Moscow cemetary WWII graves
© AFP / Dmitry KostyukovAn elderly woman visits a military cemetery in Moscow where numerous veterans of World War II are buried.
Russian Foreign Ministry spokeswoman Maria Zakharova fired off a caustic rebuttal to Poland's prime minister after he penned an op-ed accusing Moscow of overstating its role in defeating the Nazis during World War II.

In an opinion piece published by Politico on Tuesday, Polish Prime Minister Mateusz Morawiecki claimed that, far from being the "liberator" of Poland, the Soviet Union was a "facilitator" of the Nazi regime, despite sacrificing tens of millions of citizens in the war to topple fascism.

"The Soviet Union did not 'liberate' Warsaw, as Russian authorities are now claiming," Morawiecki wrote, also arguing that the USSR did not free Auschwitz as early as it could have.


Zakharova wasted little time before delivering a counter, roundly rejecting the PM's claims as a blatant distortion of history.

"This is another criminal attempt to re-write the history of World War II," she wrote on Facebook, stating Morawiecki had committed a form of "suicide" with the article, killing "the human within him."

Zakharova also slammed the PM's argument about Warsaw as a "terrible lie," saying he ignored "dozens of monographs and scientific works based on documents and evidence of witnesses who recorded the feat of Soviet soldiers in history."

One of those Soviet soldiers, Ivan Martynushkin, who took part in liberating Poland from Nazi forces near the end of the war, similarly rejected Morawiecki's claim as historically illiterate and a "childish error," insisting he is a "living participant" of the country's liberation.

"Everyone knows that 600,000 of our soldiers died during Poland's liberation," Martynushkin told RT. "Everywhere, there are our graves."
It's surprising that the prime minister exhibits such illiteracy. How can it be? I personally participated in the liberation of Krakow; I personally participated in the liberation of Auschwitz. My blood lies somewhere in Silesia, I was injured there.
Unconvinced that Morawiecki had simply made a "one-off" mistake, the World War II veteran said the op-ed was part of a "focused propaganda exercise."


▶ WORK TO BE COMPLETED: Please output the data exactly, minus pictures.

RECORDED INFORMATION Block Start

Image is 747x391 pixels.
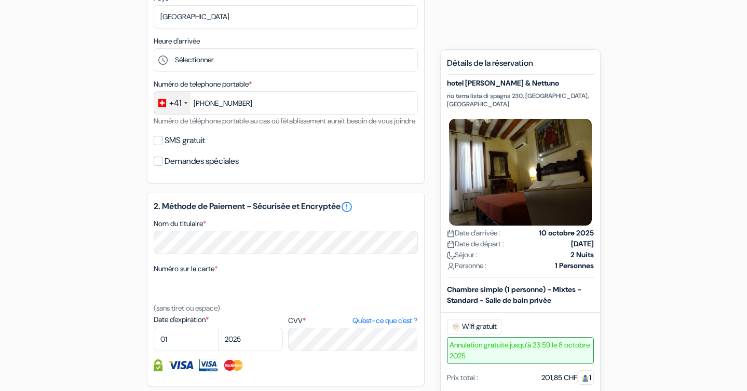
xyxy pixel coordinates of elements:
[154,264,217,274] label: Numéro sur la carte
[447,263,455,270] img: user_icon.svg
[154,218,206,229] label: Nom du titulaire
[451,323,460,331] img: free_wifi.svg
[447,241,455,249] img: calendar.svg
[154,79,252,90] label: Numéro de telephone portable
[168,360,194,372] img: Visa
[577,370,594,385] span: 1
[447,79,594,88] h5: hotel [PERSON_NAME] & Nettuno
[154,116,415,126] small: Numéro de téléphone portable au cas où l'établissement aurait besoin de vous joindre
[223,360,244,372] img: Master Card
[539,228,594,239] strong: 10 octobre 2025
[154,201,418,213] h5: 2. Méthode de Paiement - Sécurisée et Encryptée
[164,154,239,169] label: Demandes spéciales
[571,239,594,250] strong: [DATE]
[447,228,500,239] span: Date d'arrivée :
[340,201,353,213] a: error_outline
[447,260,486,271] span: Personne :
[352,315,417,326] a: Qu'est-ce que c'est ?
[154,36,200,47] label: Heure d'arrivée
[570,250,594,260] strong: 2 Nuits
[447,58,594,75] h5: Détails de la réservation
[199,360,217,372] img: Visa Electron
[447,230,455,238] img: calendar.svg
[447,373,478,383] div: Prix total :
[169,97,181,109] div: +41
[447,92,594,108] p: rio terra lista di spagna 230, [GEOGRAPHIC_DATA], [GEOGRAPHIC_DATA]
[447,252,455,259] img: moon.svg
[154,91,418,115] input: 78 123 45 67
[555,260,594,271] strong: 1 Personnes
[154,92,190,114] div: Switzerland (Schweiz): +41
[154,360,162,372] img: Information de carte de crédit entièrement encryptée et sécurisée
[447,250,477,260] span: Séjour :
[154,304,220,313] small: (sans tiret ou espace)
[447,337,594,364] span: Annulation gratuite jusqu’à 23:59 le 8 octobre 2025
[447,319,501,335] span: Wifi gratuit
[164,133,205,148] label: SMS gratuit
[288,315,417,326] label: CVV
[447,285,581,305] b: Chambre simple (1 personne) - Mixtes - Standard - Salle de bain privée
[541,373,594,383] div: 201,85 CHF
[581,375,589,382] img: guest.svg
[154,314,283,325] label: Date d'expiration
[447,239,504,250] span: Date de départ :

RECORDED INFORMATION Block End

▶ ANSWER SECTION:
Image is 747x391 pixels.
xyxy pixel coordinates of elements:
[154,264,217,274] label: Numéro sur la carte
[447,263,455,270] img: user_icon.svg
[154,218,206,229] label: Nom du titulaire
[451,323,460,331] img: free_wifi.svg
[447,241,455,249] img: calendar.svg
[154,79,252,90] label: Numéro de telephone portable
[168,360,194,372] img: Visa
[577,370,594,385] span: 1
[447,79,594,88] h5: hotel [PERSON_NAME] & Nettuno
[154,116,415,126] small: Numéro de téléphone portable au cas où l'établissement aurait besoin de vous joindre
[223,360,244,372] img: Master Card
[539,228,594,239] strong: 10 octobre 2025
[154,201,418,213] h5: 2. Méthode de Paiement - Sécurisée et Encryptée
[164,154,239,169] label: Demandes spéciales
[571,239,594,250] strong: [DATE]
[447,228,500,239] span: Date d'arrivée :
[340,201,353,213] a: error_outline
[447,260,486,271] span: Personne :
[352,315,417,326] a: Qu'est-ce que c'est ?
[154,36,200,47] label: Heure d'arrivée
[570,250,594,260] strong: 2 Nuits
[447,58,594,75] h5: Détails de la réservation
[199,360,217,372] img: Visa Electron
[447,230,455,238] img: calendar.svg
[447,373,478,383] div: Prix total :
[169,97,181,109] div: +41
[447,92,594,108] p: rio terra lista di spagna 230, [GEOGRAPHIC_DATA], [GEOGRAPHIC_DATA]
[447,252,455,259] img: moon.svg
[154,91,418,115] input: 78 123 45 67
[555,260,594,271] strong: 1 Personnes
[154,92,190,114] div: Switzerland (Schweiz): +41
[154,360,162,372] img: Information de carte de crédit entièrement encryptée et sécurisée
[447,250,477,260] span: Séjour :
[154,304,220,313] small: (sans tiret ou espace)
[447,337,594,364] span: Annulation gratuite jusqu’à 23:59 le 8 octobre 2025
[447,319,501,335] span: Wifi gratuit
[164,133,205,148] label: SMS gratuit
[288,315,417,326] label: CVV
[447,285,581,305] b: Chambre simple (1 personne) - Mixtes - Standard - Salle de bain privée
[541,373,594,383] div: 201,85 CHF
[581,375,589,382] img: guest.svg
[154,314,283,325] label: Date d'expiration
[447,239,504,250] span: Date de départ :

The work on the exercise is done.